Manos Antoninis, director of the Global Education Monitoring Report says the commitment is not there. "There has been big talk about big ambitions ever since 2015 when our new education agenda was set, and yet donors are shifting money around, tinkering with different ways to spend a fixed sum, but not giving more."
Antoninis says the trends are alarming. "A drop in aid to education could be something to celebrate if it looked like it was due to governments needing less, but this doesn't seem to be the case."
Governments in low-income countries spend, on average, 16 per cent of their budgets on education, far more than richer countries, and are off track meeting even the 2015 target of universal primary education, said the director.
With no action from donors to support them, it's even less likely that our ambitious education goal will be reached".
Much of the cut to total aid to education can be explained by the United Kingdom decreasing its aid to education by 29 per cent, of which 60 per cent was a drop in its allocation to basic education.
From being the second largest donor to total basic education in 2016, it has fallen to fourth place in 2017 with $517 million.
Overall, Germany tops the donor scoreboard for aid to education, disbursing US$2 billion in 2017, followed by the United States with $1.5 billion and France with $1.3 billion.
France was the donor that increased its funding the most from 2016 to 2017, by a total of $207 million.
This is in line with the announcement that France would increase its official development assistance to 0.55 per cent of its gross national income by 2022.

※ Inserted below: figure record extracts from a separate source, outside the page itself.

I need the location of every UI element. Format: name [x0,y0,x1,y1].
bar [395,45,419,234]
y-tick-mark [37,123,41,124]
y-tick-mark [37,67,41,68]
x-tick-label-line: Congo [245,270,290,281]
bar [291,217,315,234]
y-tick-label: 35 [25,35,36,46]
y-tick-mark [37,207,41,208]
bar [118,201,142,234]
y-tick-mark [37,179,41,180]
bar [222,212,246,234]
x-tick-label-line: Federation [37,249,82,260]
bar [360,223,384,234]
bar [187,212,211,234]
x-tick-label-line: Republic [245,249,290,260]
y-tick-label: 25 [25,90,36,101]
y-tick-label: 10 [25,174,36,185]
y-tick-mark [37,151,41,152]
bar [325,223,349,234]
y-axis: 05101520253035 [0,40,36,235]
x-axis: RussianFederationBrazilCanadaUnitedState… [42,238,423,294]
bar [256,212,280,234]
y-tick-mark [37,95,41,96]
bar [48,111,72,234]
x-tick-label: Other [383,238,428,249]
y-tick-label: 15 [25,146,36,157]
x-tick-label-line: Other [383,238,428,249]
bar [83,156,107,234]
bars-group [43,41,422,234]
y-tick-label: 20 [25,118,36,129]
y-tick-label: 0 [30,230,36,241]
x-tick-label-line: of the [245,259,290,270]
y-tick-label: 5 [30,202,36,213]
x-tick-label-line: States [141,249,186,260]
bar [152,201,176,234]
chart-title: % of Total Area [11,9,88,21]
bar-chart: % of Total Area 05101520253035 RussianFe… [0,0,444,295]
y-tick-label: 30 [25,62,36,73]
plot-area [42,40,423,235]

However, 58 per cent of Germany's and 69 per cent of France's aid is directed at scholarships and imputed costs for students from developing countries to study in their tertiary education institutions.
If these items were excluded, the remaining aid to education would have decreased even more over the past year, by 5.0 per cent or $534 million, as aid to higher education increased, while aid to secondary education fell by 2.0 per cent and aid to basic education by 8.0 per cent between 2016 and 2017, according to UNESCO.

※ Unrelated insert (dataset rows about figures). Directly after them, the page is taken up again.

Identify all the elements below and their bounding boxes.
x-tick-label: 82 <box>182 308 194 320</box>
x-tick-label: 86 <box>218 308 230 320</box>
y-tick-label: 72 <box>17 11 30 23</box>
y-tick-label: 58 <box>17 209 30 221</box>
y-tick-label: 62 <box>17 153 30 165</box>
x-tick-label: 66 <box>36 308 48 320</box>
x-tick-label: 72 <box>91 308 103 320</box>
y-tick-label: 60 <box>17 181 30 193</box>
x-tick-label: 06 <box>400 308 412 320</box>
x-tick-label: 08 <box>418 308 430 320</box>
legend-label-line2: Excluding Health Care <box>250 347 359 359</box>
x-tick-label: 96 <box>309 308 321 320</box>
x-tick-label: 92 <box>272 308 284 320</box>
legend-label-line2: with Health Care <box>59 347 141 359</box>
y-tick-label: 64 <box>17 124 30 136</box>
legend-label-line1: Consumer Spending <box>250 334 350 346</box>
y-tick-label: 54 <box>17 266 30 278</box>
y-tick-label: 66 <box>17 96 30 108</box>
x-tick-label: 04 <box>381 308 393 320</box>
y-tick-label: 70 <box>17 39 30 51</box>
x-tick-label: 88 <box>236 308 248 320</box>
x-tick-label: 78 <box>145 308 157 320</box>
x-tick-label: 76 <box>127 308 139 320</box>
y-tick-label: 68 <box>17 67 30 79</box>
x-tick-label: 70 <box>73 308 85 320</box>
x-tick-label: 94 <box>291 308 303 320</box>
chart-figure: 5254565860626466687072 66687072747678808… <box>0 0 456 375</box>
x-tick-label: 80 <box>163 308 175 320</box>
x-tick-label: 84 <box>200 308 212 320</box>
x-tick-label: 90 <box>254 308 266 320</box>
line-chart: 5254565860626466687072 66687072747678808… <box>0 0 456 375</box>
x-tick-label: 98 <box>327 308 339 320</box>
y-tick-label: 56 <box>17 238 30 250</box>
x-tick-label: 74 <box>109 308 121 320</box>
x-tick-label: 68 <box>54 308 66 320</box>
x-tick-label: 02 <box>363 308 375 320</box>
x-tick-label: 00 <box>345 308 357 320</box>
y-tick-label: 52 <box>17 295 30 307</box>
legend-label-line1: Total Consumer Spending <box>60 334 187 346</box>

Donors have not met their promises to keep to the UN target of 0.7 per cent of gross national income to foreign aid.
Doing just that and allocating 10 per cent of that aid to primary and secondary education would have been enough to fill the $39 billion dollars annual financing gap.
Yet, education has become less of a priority for development partners, with the share of education falling from a peak of 10.7 per cent of total aid in 2007 to just 7.1 per cent in 2017.
Of the top ten OECD donors to education, the United Kingdom is the only G7 country dedicating the UN target figure of 0.7 per cent of its gross national income to foreign aid.
The fall in aid raises questions about the global commitment to achieving SDG 4, the global education goal.
An increasingly fragmented architecture for financing education is not helping. A new multilateral mechanism, the International Financing Facility for Education, which aims to lower the cost of borrowing for education for middle-income countries, is expected to be announced later this month.
It is an addition to the Global Partnership for Education, which provides grants to low income countries, and the Education Cannot Wait fund, which focuses on emergency contexts.